Current regulations maintain the traditional obstacles to competition, often outright suppressing it especially in areas where the political pull of monopoly utilities is greatest. But regulatory changes could embrace the change that digital technologies are bringing to truly open it up and hasten the next transformation: the evolution of the industry’s core business model.
Policymakers should be careful not to erect barriers to consumer-owned distributed clean energy sources. It’s time to recognize that monopoly utilities’ returns are paid for by taxpayers who support the publicly funded infrastructure. If utilities are not making the best use of the technology available, they’re simply a burden on taxpayers.
The existing patchwork of state and local policies can be difficult to navigate, and they inherently restrict competitors from entering the market – indeed, fully regulated states prohibit competition. The rise of independent renewable energy suppliers and service companies made possible in states that have reorganized their electricity markets is a regulatory reform that should be applied nationally. A strong competitive market provides customers with far more options for products and services while naturally keeping pressure on prices to remain low.

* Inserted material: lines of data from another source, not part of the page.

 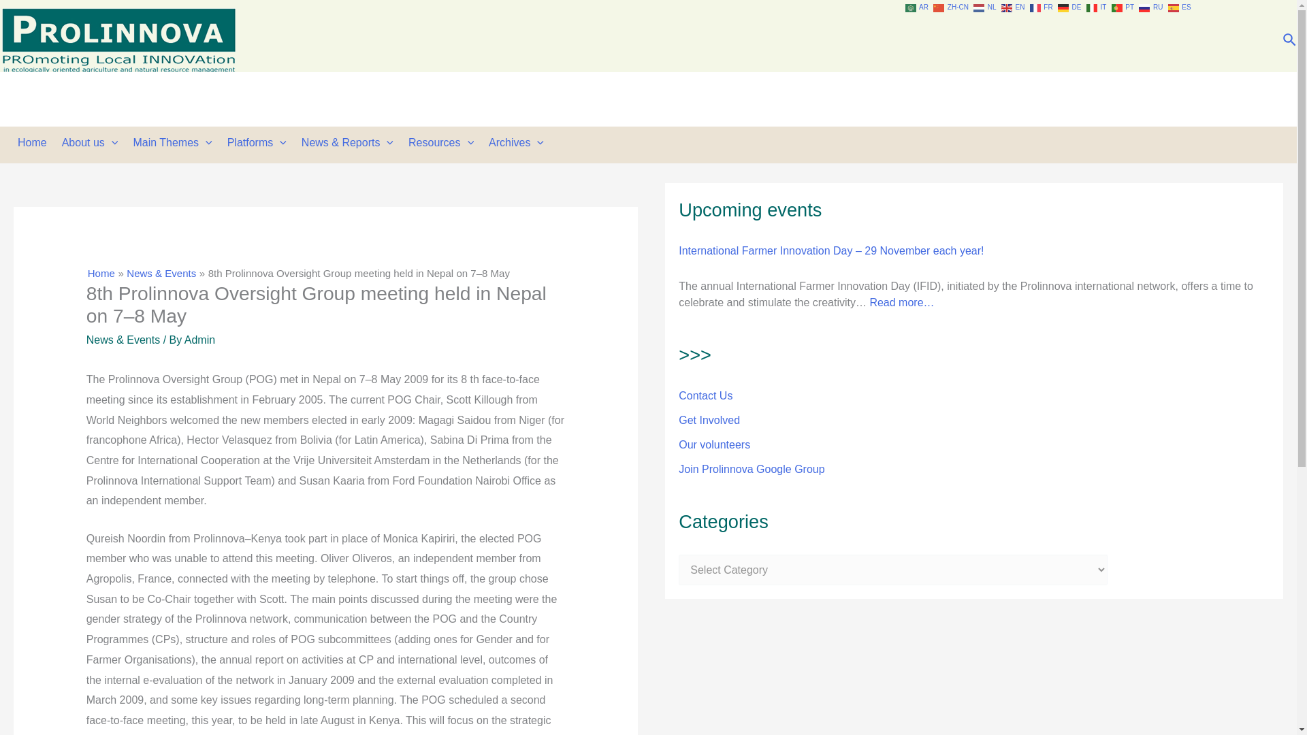 I want to click on Portuguese, so click(x=1124, y=7).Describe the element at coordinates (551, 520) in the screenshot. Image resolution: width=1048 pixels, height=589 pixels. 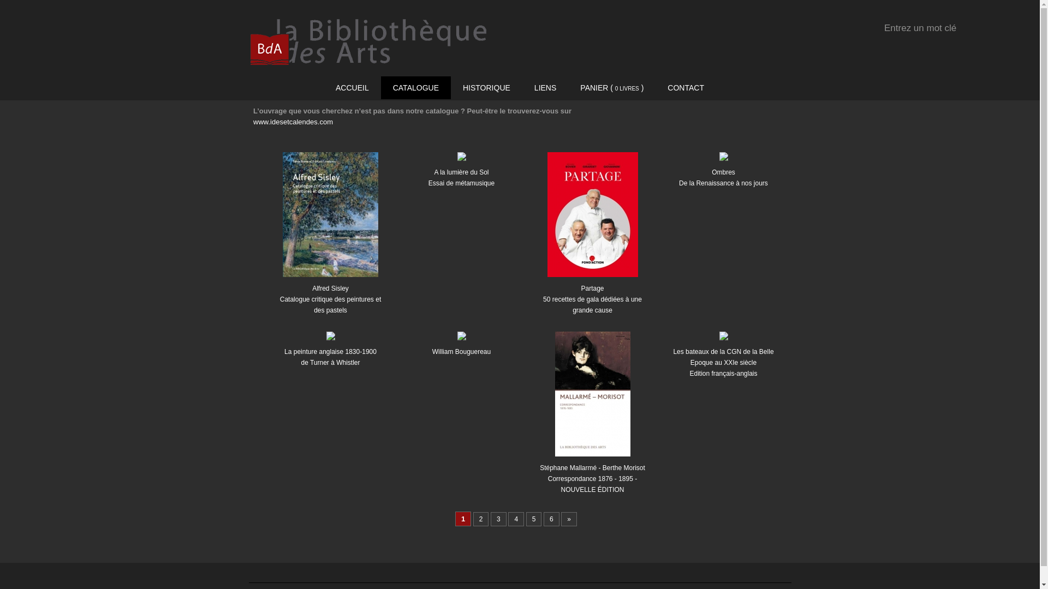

Regulation is just half the battle, though. Changes to the business model of power suppliers are just as important. Incumbent utilities that are able to maintain their hold on generation and distribution have inherent economic power in the market to deter competition. Because regulated utilities set their prices based on what the government will allow and not on the actual price of production in real time, they have an incentive to game the system by influencing regulators – while ignoring ratepayers, who are captive in the monopoly system.
Market-based signals have proven to be the key to innovation and customer-centric focus in every other sector of the economy. Regulators should embrace competitive reforms that lead to the unbundling or disaggregation of the utility sector that’s historically been vertically integrated. As that unraveling happens, it will open the door to more competition and opportunities that will ultimately benefit the consumer and all of society.
No matter the sector, market participants in competitive markets are more responsive to their customers, provide better services and optimized products, and are directly incentivized to listen to their customers. Without competitive markets, incumbent utilities will continue to drag their feet on providing innovative and cleaner solutions to the nation’s power needs.
Conclusion
For consumers and regulators alike, the goals of the energy transition are well aligned, and they encompass the principles of energy that is reliable, affordable and clean.
Incumbent utilities may agree with the pursuit of those principles theoretically, but they are simultaneously prioritizing shareholder profits by doing whatever they can to keep out competitors. Requiring vertically integrated monopolies to stick to managing the poles and wires of distribution and leave generation and other services to the private sector is the most effective strategy to achieving the energy transition in a way that most benefits consumers.
Harnessing the power of the markets is crucial to meeting growing energy demand while reducing pollution and carbon intensity in the most efficient manner possible.